[cmake-developers] Please review CXXFeatures.cmake

Rolf Eike Beer eike at sf-mail.de
Fri Sep 20 16:32:12 EDT 2013


Am Donnerstag, 15. August 2013, 14:37:42 schrieb Stephen Kelly:
> Stephen Kelly wrote:
> > Stephen Kelly wrote:
> >> I still think you should revisit my review mail on point 2 too.
> > 
> > Something that becomes possible when thinking about the above and target
> > properties is interface requirements.
> 
> I've implemented a prototype which has better API than your module.
> 
> In my concept:
> 
> * Applying the -std=c++11 flag is the responsibility of CMake, not the user.
> 
> * CMake determines the -std= flag to use (GCC 4.9 has -std=c++1y by now). It
> won't add '-std=c++11 -std=c++14', but just '-std=c++14'
> 
> * Required compiler features are scoped to targets.

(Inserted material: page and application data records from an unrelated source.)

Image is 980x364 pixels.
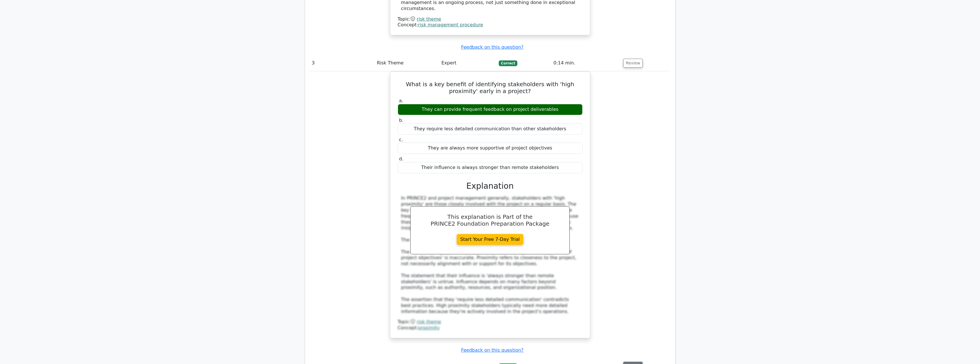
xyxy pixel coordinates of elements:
button: Review [623,59,643,67]
div: Concept: [398,22,583,28]
div: They require less detailed communication than other stakeholders [398,123,583,135]
span: b. [399,117,403,122]
h3: Explanation [402,181,579,191]
span: d. [399,156,403,161]
td: 0:14 min. [551,55,621,71]
a: proximity [418,325,439,330]
div: Their influence is always stronger than remote stakeholders [398,162,583,173]
a: Start Your Free 7-Day Trial [457,234,524,245]
span: c. [399,136,403,143]
div: They can provide frequent feedback on project deliverables [398,104,583,115]
h5: What is a key benefit of identifying stakeholders with 'high proximity' early in a project? [397,80,584,94]
span: Correct [499,60,517,66]
td: Expert [439,55,497,71]
div: Topic: [398,318,583,325]
div: In PRINCE2 and project management generally, stakeholders with 'high proximity' are those closely... [402,195,579,314]
a: risk theme [416,318,441,325]
a: risk management procedure [418,22,483,27]
td: Risk Theme [374,55,439,71]
div: Topic: [398,17,583,23]
td: 3 [310,55,374,71]
div: They are always more supportive of project objectives [398,143,583,154]
span: a. [399,98,403,103]
a: Feedback on this question? [461,45,523,50]
a: risk theme [416,17,441,22]
div: Concept: [398,325,583,331]
a: Feedback on this question? [461,347,523,353]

Can I get this globally? So I define once that all targets in my project get 
this? [Reading further] I assume I can set a global or directory property that 
will then propagate to all targets below.

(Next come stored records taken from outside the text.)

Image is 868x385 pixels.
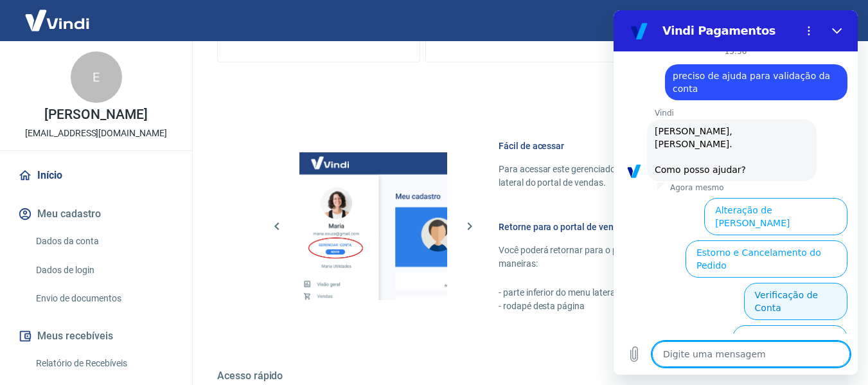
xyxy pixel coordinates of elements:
button: Meu cadastro [15,200,177,228]
p: - rodapé desta página [498,300,806,313]
h5: Acesso rápido [217,370,837,382]
p: [PERSON_NAME] [44,108,147,122]
a: Relatório de Recebíveis [31,351,177,377]
a: Início [15,162,177,190]
div: E [71,51,122,103]
button: Sair [806,9,853,33]
a: Dados de login [31,257,177,283]
iframe: Janela de mensagens [613,10,857,375]
p: Você poderá retornar para o portal de vendas através das seguintes maneiras: [498,244,806,271]
p: [EMAIL_ADDRESS][DOMAIN_NAME] [25,127,167,140]
button: Meus recebíveis [15,322,177,351]
h6: Retorne para o portal de vendas [498,221,806,234]
p: Para acessar este gerenciador, basta clicar em “Gerenciar conta” no menu lateral do portal de ven... [498,163,806,190]
h6: Fácil de acessar [498,139,806,152]
a: Envio de documentos [31,285,177,312]
img: Imagem da dashboard mostrando o botão de gerenciar conta na sidebar no lado esquerdo [299,152,447,300]
img: Vindi [15,1,99,40]
p: - parte inferior do menu lateral [498,286,806,300]
a: Dados da conta [31,228,177,254]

> * Target properties are set, exported and transitively evaluated track the
> compiler features required.
> 
> * Compiler requirements can be optional, in which case -D defines are
> generated in the (PUBLIC) COMPILE_DEFINITIONS
> 
> * The -D defines are for scoping or replacement, depending on what the
> feature calls for.
> 
> * Required compiler features are listed in the INTERFACE of exported
> targets. CMake evaluates whether the compiler is capable of using the
> IMPORTED targets it is supposed to use transitively, in a similar way to the
> POSITION_INDEPENDENT_CODE feature.
> 
> * A new command target_compiler_feature is introduced with two signatures:
> 
>  target_compiler_feature(<target> <PUBLIC|PRIVATE>
>    REQUIRED <feature1> [<feature2> ...])
>  target_compiler_feature(<target> <PUBLIC|PRIVATE>
>    OPTIONAL <feature> DEFINE <define_name>)
> 
> * Another non-target-scoped command could be introduced, similar to
> target_compile_options -> add_compile_options.
> 
> This is better in many noteworthy ways to the cxx11 topic in the stage.

It solves an entirely different problem. My topic makes CMake detect which C++ 
features the compiler supports. Your topic is about how to get this to the 
targets and propagate it to the targets that use them.